What do these parables tell us in such times- a world of economic stress, national political conflict, damage done to our institutions and communities during the past few months, gun violence, global war, etc? The artist’s statement in today's work heads us in a direction.  Rev. Lisle Gwynn Garrity writes, “I began my artwork for this series by collaging torn strips of newspaper articles together, overlapping global headlines with photos of current events. Along the torn edges, I added gold leaf. Then I photographed the result, editing the photos in black and white. These photos would become the backdrop for my pieces, as I wanted my digital drawings to emerge within the noise of the world’s deepest pains, divisions, and everything in between. The collage also serves as a reference to theologian Karl Barth’s famous quote about reading the Bible and the newspaper together. I wanted the gold leaf to represent God’s presence in the spaces in between the events and forces that can tear us apart.”

The good news is that God, the Good Shepherd, looks for us when we feel lost with an overwhelming, never-ending, reckless love and helps us find our way back into the fold. The Good news is that God, the Woman who has lost her valuable coin, lights a lamp until she finds it and rejoices when we are found.

I’ve experienced God looking for me and helping me find my way back home, almost like the GPS my wife and I used as we traveled by car all over Scotland. The words from the GPS app guided us, even when we felt a bit lost in the Scottish countryside in the middle of nowhere. In those times of profound grief, I’ve heard the words in my mind of Psalm 23, where my loved one will dwell in the house of God their whole lives long, or have also been reminded in John 16:22, “that although now I may be sad, I will seem them again, and my heart will rejoice and no one will be able to take that joy from me.”  When I am in discord with someone, I am reminded by the psalmist to “Seek peace and pursue it.” (Psalm 34:14) When I see the strife, warfare and discord of the world around me and feel lost,  I am reminded by the prophet Micah to go and “Do justice, love mercy, and walk humbly in faith with God.”  I am reminded that despite the strife and brokenness in the world, the Prophet Jeremiah tells me that, “God knows the plans for my life, plans to prosper me and not harm me, plans to give me hope and a future.” (Jeremiah 29:11) God helps me when I feel most lost in such times, seeking me out with helpful words of wisdom, so that I feel found once more, cherished, and loved.

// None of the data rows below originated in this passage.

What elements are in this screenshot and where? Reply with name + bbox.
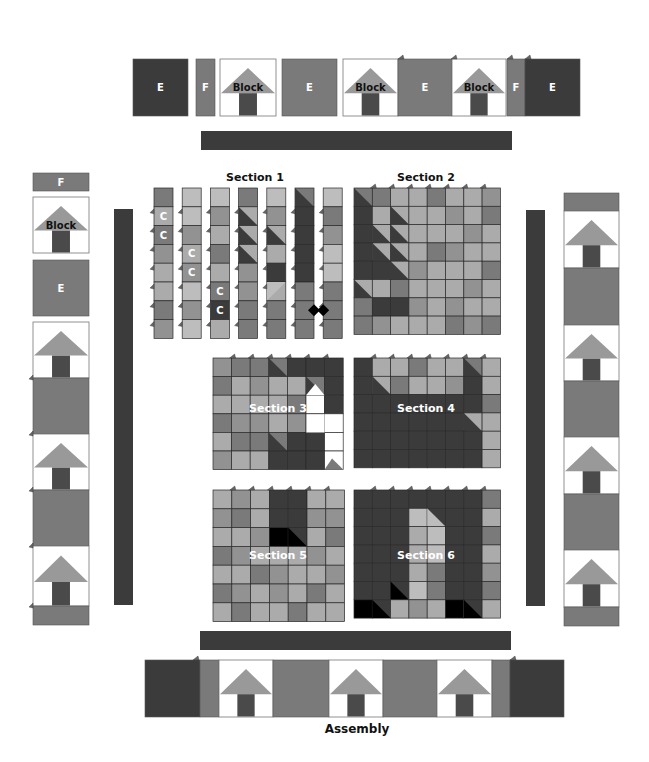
cell-fill [250,377,269,396]
grid-cell [427,413,445,431]
cell-fill [232,490,251,509]
cell-fill [372,563,390,581]
grid-cell [323,188,342,207]
block-label: Block [233,82,264,93]
grid-cell [427,316,445,334]
cell-fill [372,298,390,316]
seam-notch [389,354,395,358]
cell-fill [427,206,445,224]
cell-fill [427,563,445,581]
cell-fill [354,450,372,468]
grid-cell [446,261,464,279]
c-mark: C [160,230,167,241]
grid-cell [326,603,345,622]
seam-notch [206,209,210,214]
grid-cell [464,582,482,600]
cell-fill [326,490,345,509]
grid-cell [372,431,390,449]
right-sashing [526,210,545,606]
grid-cell [213,509,232,528]
grid-cell [213,565,232,584]
grid-cell [464,376,482,394]
cell-fill [391,188,409,206]
patch-label: E [422,82,429,93]
patch-label: E [549,82,556,93]
cell-fill [295,226,314,245]
grid-cell [267,301,286,320]
grid-cell [323,320,342,339]
grid-cell [446,188,464,206]
cell-fill [427,376,445,394]
patch-label: F [513,82,520,93]
cell-fill [232,509,251,528]
cell-fill [295,263,314,282]
grid-cell [464,527,482,545]
grid-cell [154,282,173,301]
cell-fill [464,545,482,563]
seam-notch [291,265,295,270]
section-6-title: Section 6 [397,549,455,562]
cell-fill [210,226,229,245]
grid-cell [409,188,427,206]
grid-cell [354,527,372,545]
seam-notch [462,184,468,188]
cell-fill [213,546,232,565]
cell-fill [154,188,173,207]
grid-cell [269,377,288,396]
cell-fill [354,298,372,316]
cell-fill [409,527,427,545]
grid-cell [464,508,482,526]
cell-fill [251,565,270,584]
seam-notch [235,322,239,327]
patch-label: E [306,82,313,93]
seam-notch [319,284,323,289]
grid-cell [446,508,464,526]
grid-cell [154,263,173,282]
cell-fill [464,188,482,206]
cell-fill [446,450,464,468]
cell-fill [269,451,288,470]
grid-cell [464,395,482,413]
seam-notch [444,184,450,188]
cell-fill [269,528,288,547]
cell-fill [464,206,482,224]
section-5-title: Section 5 [249,549,307,562]
cell-fill [482,413,500,431]
grid-cell [354,358,372,376]
grid-cell [372,582,390,600]
seam-notch [510,656,516,660]
seam-notch [178,246,182,251]
grid-cell [482,545,500,563]
cell-fill [354,225,372,243]
grid-cell [213,451,232,470]
cell-fill [391,508,409,526]
cell-fill [287,432,306,451]
seam-notch [206,246,210,251]
cell-fill [323,226,342,245]
seam-notch [291,322,295,327]
grid-cell [427,450,445,468]
bottom-border-row [145,656,564,717]
grid-cell [213,546,232,565]
cell-fill [391,600,409,618]
grid-cell [307,528,326,547]
grid-cell [446,298,464,316]
grid-cell [267,244,286,263]
cell-fill [409,188,427,206]
grid-cell [251,509,270,528]
seam-notch [263,322,267,327]
cell-fill [391,280,409,298]
grid-cell [427,527,445,545]
grid-cell [391,280,409,298]
cell-fill [427,358,445,376]
cell-fill [232,432,251,451]
seam-notch [263,246,267,251]
grid-cell [464,413,482,431]
seam-notch [389,184,395,188]
cell-fill [354,206,372,224]
cell-fill [446,206,464,224]
block-label: Block [355,82,386,93]
grid-cell [427,206,445,224]
grid-cell [307,509,326,528]
cell-fill [354,431,372,449]
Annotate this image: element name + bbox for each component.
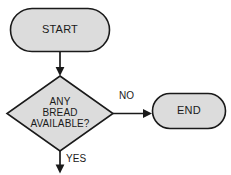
edge-decision-yes: YES [56,151,87,174]
flowchart-canvas: START ANY BREAD AVAILABLE? NO END YES [0,0,231,175]
arrowhead-down-yes [56,165,65,174]
edge-decision-to-end: NO [113,90,152,118]
start-label: START [42,23,78,35]
arrowhead-down-to-decision [56,67,65,76]
edge-label-no: NO [119,90,134,101]
edge-label-yes: YES [66,153,87,164]
arrowhead-right-to-end [143,109,152,118]
decision-label-line-1: ANY [50,96,71,107]
decision-label-line-3: AVAILABLE? [31,118,90,129]
flowchart-svg: START ANY BREAD AVAILABLE? NO END YES [0,0,231,175]
edge-start-to-decision [56,52,65,76]
decision-label-line-2: BREAD [43,107,78,118]
node-decision[interactable]: ANY BREAD AVAILABLE? [7,76,113,151]
end-label: END [177,104,201,116]
node-start[interactable]: START [11,9,110,52]
node-end[interactable]: END [153,94,226,129]
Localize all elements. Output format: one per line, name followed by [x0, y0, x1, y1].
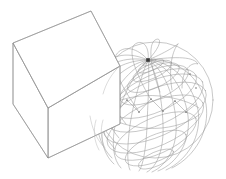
geometry-canvas — [0, 0, 226, 179]
lattice-node — [189, 73, 191, 75]
lattice-node — [126, 99, 128, 101]
lattice-node — [185, 111, 187, 113]
lattice-node — [162, 110, 164, 112]
sphere-pole-marker — [146, 58, 150, 62]
scene-root: Cube and wireframe sphere Line-art 3D ge… — [0, 0, 226, 179]
lattice-node — [174, 100, 176, 102]
lattice-node — [150, 98, 152, 100]
lattice-node — [138, 111, 140, 113]
lattice-node — [195, 87, 197, 89]
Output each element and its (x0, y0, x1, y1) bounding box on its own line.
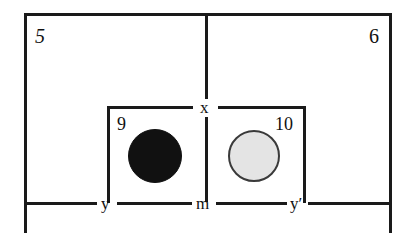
inner-box-top-left-run (107, 106, 193, 109)
inner-box-left-border (107, 106, 110, 203)
outer-top-border (24, 13, 392, 16)
baseline-segment-left-edge (24, 202, 97, 205)
axis-label-m: m (196, 195, 209, 212)
region-label-6: 6 (369, 26, 379, 46)
median-vertical-above-x (205, 13, 208, 99)
region-label-10: 10 (275, 115, 293, 133)
gray-disc (228, 130, 280, 182)
baseline-segment-m-to-yprime (216, 202, 287, 205)
region-label-9: 9 (117, 115, 126, 133)
axis-label-y: y (101, 195, 110, 212)
outer-right-border (389, 13, 392, 233)
black-disc (128, 129, 182, 183)
outer-left-border (24, 13, 27, 233)
axis-label-x: x (200, 99, 209, 116)
center-vertical-x-to-m (205, 117, 208, 202)
diagram-canvas: 5 6 9 10 x y m y′ (0, 0, 416, 243)
baseline-segment-y-to-m (117, 202, 192, 205)
baseline-segment-right-edge (308, 202, 392, 205)
axis-label-y-prime: y′ (290, 195, 302, 212)
inner-box-top-right-run (218, 106, 306, 109)
region-label-5: 5 (35, 26, 45, 46)
inner-box-right-border (303, 106, 306, 203)
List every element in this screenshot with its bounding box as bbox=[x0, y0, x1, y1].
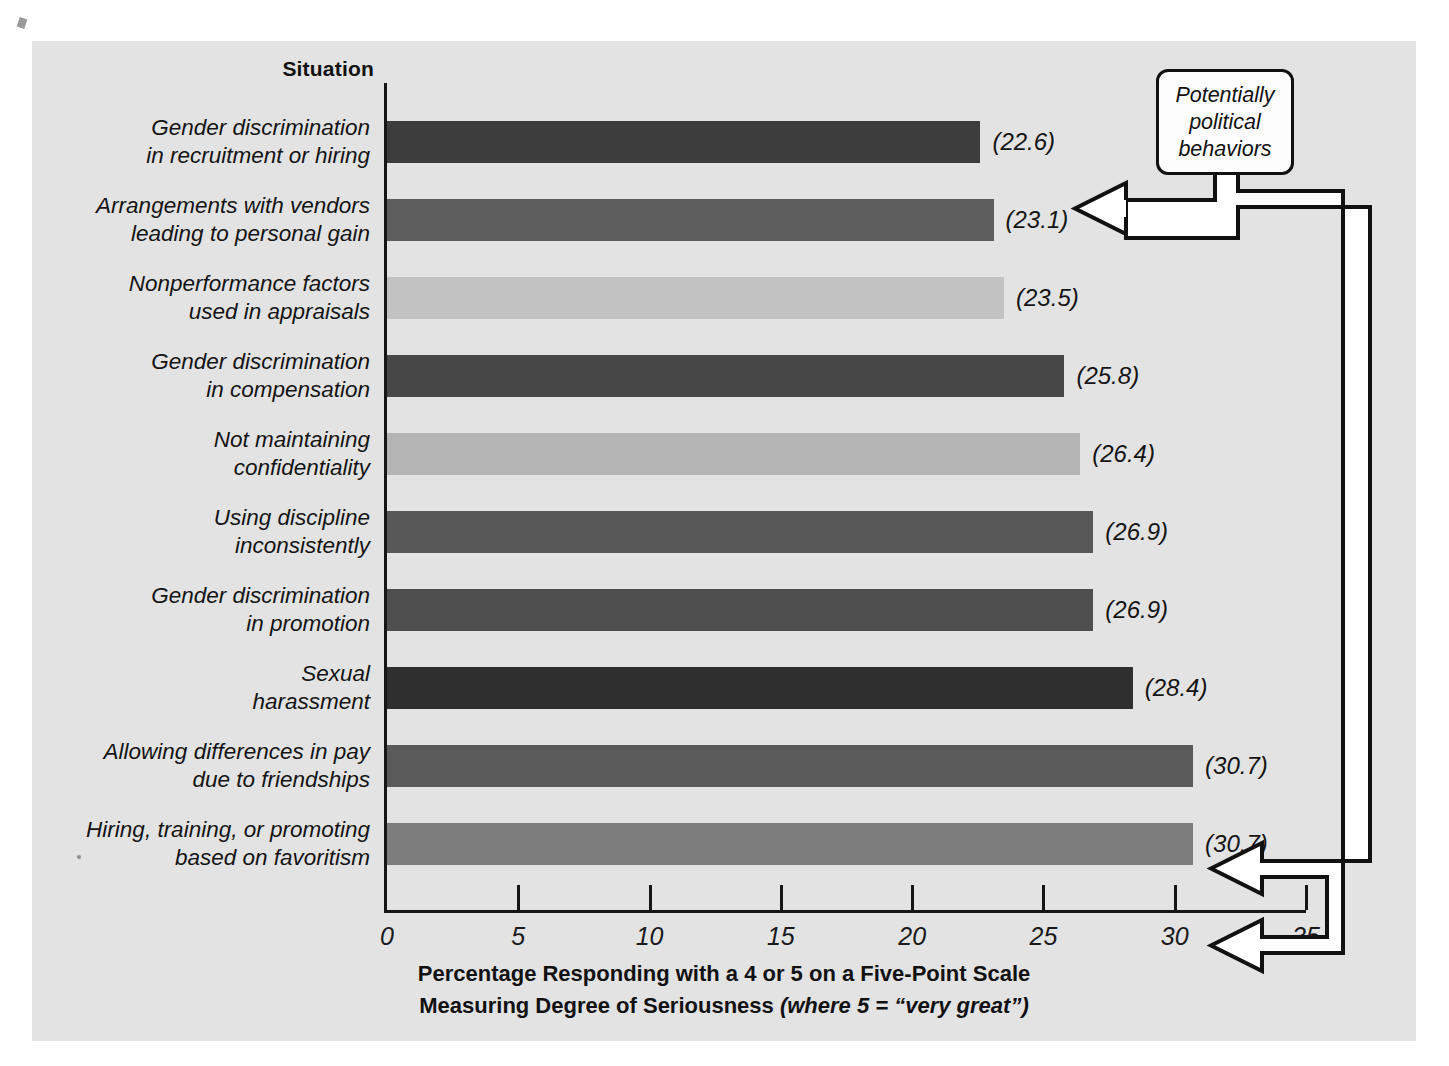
caption-line-2-bold: Measuring Degree of Seriousness bbox=[419, 993, 780, 1018]
page-speck bbox=[17, 17, 28, 29]
bar-row: Gender discrimination in compensation(25… bbox=[32, 337, 1416, 415]
x-axis-tick bbox=[911, 885, 914, 910]
bar-row: Arrangements with vendors leading to per… bbox=[32, 181, 1416, 259]
bar-row: Gender discrimination in promotion(26.9) bbox=[32, 571, 1416, 649]
bar-row: Nonperformance factors used in appraisal… bbox=[32, 259, 1416, 337]
x-axis-tick bbox=[517, 885, 520, 910]
x-axis-tick bbox=[1305, 885, 1308, 910]
bar-value-label: (22.6) bbox=[992, 128, 1055, 156]
bar-category-label: Allowing differences in pay due to frien… bbox=[0, 738, 370, 794]
bar bbox=[387, 355, 1064, 397]
bar-category-label: Using discipline inconsistently bbox=[0, 504, 370, 560]
bar-value-label: (26.9) bbox=[1105, 518, 1168, 546]
bar-category-label: Hiring, training, or promoting based on … bbox=[0, 816, 370, 872]
bar-value-label: (26.9) bbox=[1105, 596, 1168, 624]
bar-category-label: Gender discrimination in compensation bbox=[0, 348, 370, 404]
bar bbox=[387, 433, 1080, 475]
bar-category-label: Arrangements with vendors leading to per… bbox=[0, 192, 370, 248]
x-axis-tick bbox=[1174, 885, 1177, 910]
x-axis-tick bbox=[1042, 885, 1045, 910]
bar-row: Not maintaining confidentiality(26.4) bbox=[32, 415, 1416, 493]
x-axis-tick-label: 25 bbox=[1013, 922, 1073, 951]
chart-panel: Situation Gender discrimination in recru… bbox=[32, 41, 1416, 1041]
x-axis-line bbox=[384, 910, 1306, 913]
x-axis-tick-label: 5 bbox=[488, 922, 548, 951]
bar-value-label: (26.4) bbox=[1092, 440, 1155, 468]
bar-category-label: Not maintaining confidentiality bbox=[0, 426, 370, 482]
x-axis-tick bbox=[780, 885, 783, 910]
bar-category-label: Gender discrimination in recruitment or … bbox=[0, 114, 370, 170]
y-axis-title: Situation bbox=[122, 57, 374, 81]
x-axis-tick-label: 15 bbox=[751, 922, 811, 951]
bar-value-label: (25.8) bbox=[1076, 362, 1139, 390]
x-axis-tick-label: 30 bbox=[1145, 922, 1205, 951]
x-axis-caption: Percentage Responding with a 4 or 5 on a… bbox=[32, 958, 1416, 1022]
plot-area: Situation Gender discrimination in recru… bbox=[32, 41, 1416, 1041]
bar-row: Allowing differences in pay due to frien… bbox=[32, 727, 1416, 805]
bar-value-label: (23.5) bbox=[1016, 284, 1079, 312]
bar bbox=[387, 667, 1133, 709]
x-axis-tick bbox=[649, 885, 652, 910]
bar-row: Hiring, training, or promoting based on … bbox=[32, 805, 1416, 883]
bar bbox=[387, 745, 1193, 787]
bar-row: Using discipline inconsistently(26.9) bbox=[32, 493, 1416, 571]
x-axis-tick-label: 10 bbox=[620, 922, 680, 951]
x-axis-tick-label: 0 bbox=[357, 922, 417, 951]
bar-category-label: Nonperformance factors used in appraisal… bbox=[0, 270, 370, 326]
bar-row: Sexual harassment(28.4) bbox=[32, 649, 1416, 727]
bar bbox=[387, 277, 1004, 319]
bar bbox=[387, 589, 1093, 631]
bar-value-label: (28.4) bbox=[1145, 674, 1208, 702]
bar bbox=[387, 199, 994, 241]
bar-value-label: (30.7) bbox=[1205, 830, 1268, 858]
bar-value-label: (30.7) bbox=[1205, 752, 1268, 780]
x-axis-tick-label: 20 bbox=[882, 922, 942, 951]
bar-category-label: Sexual harassment bbox=[0, 660, 370, 716]
bar bbox=[387, 511, 1093, 553]
caption-line-1: Percentage Responding with a 4 or 5 on a… bbox=[418, 961, 1030, 986]
bar bbox=[387, 823, 1193, 865]
callout-box: Potentially political behaviors bbox=[1156, 69, 1294, 175]
callout-label: Potentially political behaviors bbox=[1175, 82, 1274, 163]
x-axis-tick-label: 35 bbox=[1276, 922, 1336, 951]
bar-value-label: (23.1) bbox=[1006, 206, 1069, 234]
caption-line-2-italic: (where 5 = “very great”) bbox=[780, 993, 1029, 1018]
bar bbox=[387, 121, 980, 163]
bar-category-label: Gender discrimination in promotion bbox=[0, 582, 370, 638]
page-speck-2 bbox=[77, 855, 81, 859]
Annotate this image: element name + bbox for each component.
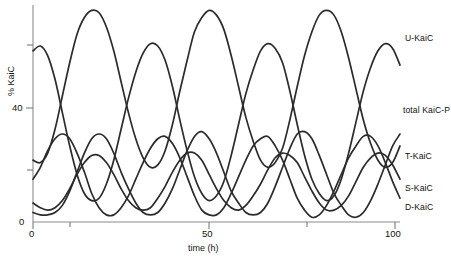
x-tick-50: 50 — [202, 228, 213, 239]
legend-label-d-kaic: D-KaiC — [405, 202, 433, 212]
x-tick-100: 100 — [385, 228, 401, 239]
y-tick-0: 0 — [19, 216, 24, 227]
plot-canvas — [0, 0, 451, 258]
y-tick-40: 40 — [12, 102, 23, 113]
x-axis-label: time (h) — [188, 243, 219, 253]
chart-figure: % KaiC time (h) 0 40 0 50 100 U-KaiC tot… — [0, 0, 451, 258]
x-tick-0: 0 — [29, 228, 34, 239]
curve-d-kaic — [33, 131, 400, 217]
legend-label-u-kaic: U-KaiC — [405, 33, 433, 43]
legend-label-total-kaic-p: total KaiC-P — [403, 105, 450, 115]
curve-u-kaic — [33, 43, 400, 201]
legend-label-t-kaic: T-KaiC — [405, 151, 432, 161]
legend-label-s-kaic: S-KaiC — [405, 183, 433, 193]
y-axis-label: % KaiC — [6, 66, 16, 96]
data-curves — [33, 10, 400, 217]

Rev. Sara Speed, in her poem “The Good Shepherd,” writes,

Jesus said, “Who among you wouldn’t leave the 99?” Who among you wouldn’t look for the one?”

Someone in the crowd probably rolled their eyes.

Someone squirmed and looked at their palms.

Someone sighed and thought to themselves, “This man doesn’t understand the business. What fool would leave 99 to look for one?”

But maybe Jesus was not talking about us.

Maybe Jesus was talking about God’s reckless love.

Maybe Jesus was talking about God’s willingness to turn the world upside down

for me.

May we remember those moments when we feel lost in life, God whispers to us words of wisdom, and that, through God’s reckless love, God will turn the world upside down for us until we are found. Amen.